I celebrated my 40th birthday this weekend. “How does it feel?” my friends have been asking me. They’re mostly about to do the same. I tell them that I’ve never felt more alive. It’s not bullshit, it’s the truth.
Ten years ago, on my 30th birthday, I was sitting on the beach in Mexico discussing the future with my wife. I didn’t really have a future. We had a 2 year old daughter, no money saved and a one-bedroom apartment on the Upper East Side I could barely afford. I was trapped at a failing brokerage firm, doing a job I hated, making an inconsistent living because my heart just wasn’t in it.
I was the oldest 30-year-old you ever saw, waking up every day feeling like I had the weight of the world on my shoulders and nothing to look forward to.
Little did I know that the collapse of the global economy was just a few months away and that, as the Chinese say, this crisis would also be my opportunity to rise like a phoenix from the ashes and soar high into the sky. It didn’t happen quite so easily. I had to admit some harsh truths to myself and, through my first book, to the world. I had to disavow every single thing about how I was working and start completely from scratch. I had to take enormous career risks and a giant leap of faith – that by telling all and being brutally honest I would find my salvation.
In the early going, it looked like a terrible bet. “What the f*** are you doing?” my colleagues would ask, every time a new post I wrote about the business began to make the rounds. “I can’t believe you did that!” they said, when I published the entire brokerage telemarketing script book. “What the hell are you going to do now?” they asked, when I dropped my Series 7 and left behind the only career I had ever known.
And then there were the years of “leaving money on the table” as I forged ahead in a new business model, where the clients were treated like gold and the profitability would have to wait until scale was achieved. And then the next risk, and then the next, and the next – hundreds of hours a month of reading and writing with no immediate payoff to speak of. Jumping to work with Barry with literally no idea how it would translate into a salary. Traveling the country to meet with clients and prospective clients while running the practice from a laptop. The founding of our own firm and the hiring of our first employees. Massive expenditures on office space and technology, entirely on the belief that revenues would grow to justify them.
Well, here I am ten years later, with plenty of concerns on my mind but an end to the existential worrying. The risks paid off.
In my opinion, we have the hottest wealth management firm in America. We’re not trying to be the biggest, just the most respected. Everywhere you go in this industry, people are reading my colleagues Michael and Ben and Tony and nodding along to (most of) the things we’re saying. We made a huge bet that by educating and entertaining our readers and fans, they would become incredible clients. We win this bet every day. I get up without an alarm clock at the crack of dawn every morning – weekends too – and explode into my work like a force of nature.
The future, while still unknowable, is loaded with tantalizing possibilities, where once there were none. I’m so busy these days I don’t have time to worry about myself. I have hundreds of families’ retirements to look after. Dozens of different responsibilities as the CEO of the firm. Our business capabilities are steadily expanding in response to the things our clients are asking for. My employees and partners are having babies left and right.
It’s all happening.
And if I haven’t grown up by now, there’s probably no danger of that happening any time soon. I still love to laugh and make others laugh, love to check out new bands and see live shows, and find the time to play my guitar. I love coaching my kids’ teams and riding my bike and reading books and all the other stuff I discovered made me happy along the way. Finding space for everything I want to do is a challenge, but compared to challenges I’ve faced in the past, it’s a breeze.
So how does 40 feel? It feels incredible. I am doing what I love and spending my time how I want to, working with the people I want to spend it with. At 30 years old I was in a very bad place – mentally, physically, financially and spiritually. Today I feel ten years younger than I did ten years ago. I plan to grab the next decade by the reins and ride that sonofabitch like the wind.
And now I know exactly how to do it.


▸ Description of the task: Exactly as written, print each of the entries.

[Dataset entries]
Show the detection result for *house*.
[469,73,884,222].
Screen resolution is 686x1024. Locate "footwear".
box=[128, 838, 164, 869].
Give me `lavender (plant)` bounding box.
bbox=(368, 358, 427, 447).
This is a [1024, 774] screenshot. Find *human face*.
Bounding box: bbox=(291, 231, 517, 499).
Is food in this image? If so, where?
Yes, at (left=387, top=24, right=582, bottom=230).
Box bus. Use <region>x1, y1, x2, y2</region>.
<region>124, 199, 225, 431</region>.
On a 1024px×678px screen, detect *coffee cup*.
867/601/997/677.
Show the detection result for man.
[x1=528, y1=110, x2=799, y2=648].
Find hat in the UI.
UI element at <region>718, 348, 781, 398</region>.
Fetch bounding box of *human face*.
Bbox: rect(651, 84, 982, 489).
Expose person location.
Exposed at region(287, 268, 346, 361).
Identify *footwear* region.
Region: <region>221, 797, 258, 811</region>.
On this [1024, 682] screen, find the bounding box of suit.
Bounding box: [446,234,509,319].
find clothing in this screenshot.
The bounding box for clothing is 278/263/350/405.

▸ Output for this exercise:
Show the detection result for *house*.
[469,73,884,222].
Screen resolution is 686x1024. Locate "footwear".
box=[128, 838, 164, 869].
Give me `lavender (plant)` bounding box.
bbox=(368, 358, 427, 447).
This is a [1024, 774] screenshot. Find *human face*.
Bounding box: bbox=(291, 231, 517, 499).
Is food in this image? If so, where?
Yes, at (left=387, top=24, right=582, bottom=230).
Box bus. Use <region>x1, y1, x2, y2</region>.
<region>124, 199, 225, 431</region>.
On a 1024px×678px screen, detect *coffee cup*.
867/601/997/677.
Show the detection result for man.
[x1=528, y1=110, x2=799, y2=648].
Find hat in the UI.
UI element at <region>718, 348, 781, 398</region>.
Fetch bounding box of *human face*.
Bbox: rect(651, 84, 982, 489).
Expose person location.
Exposed at region(287, 268, 346, 361).
Identify *footwear* region.
Region: <region>221, 797, 258, 811</region>.
On this [1024, 682] screen, find the bounding box of suit.
Bounding box: [446,234,509,319].
find clothing in this screenshot.
The bounding box for clothing is 278/263/350/405.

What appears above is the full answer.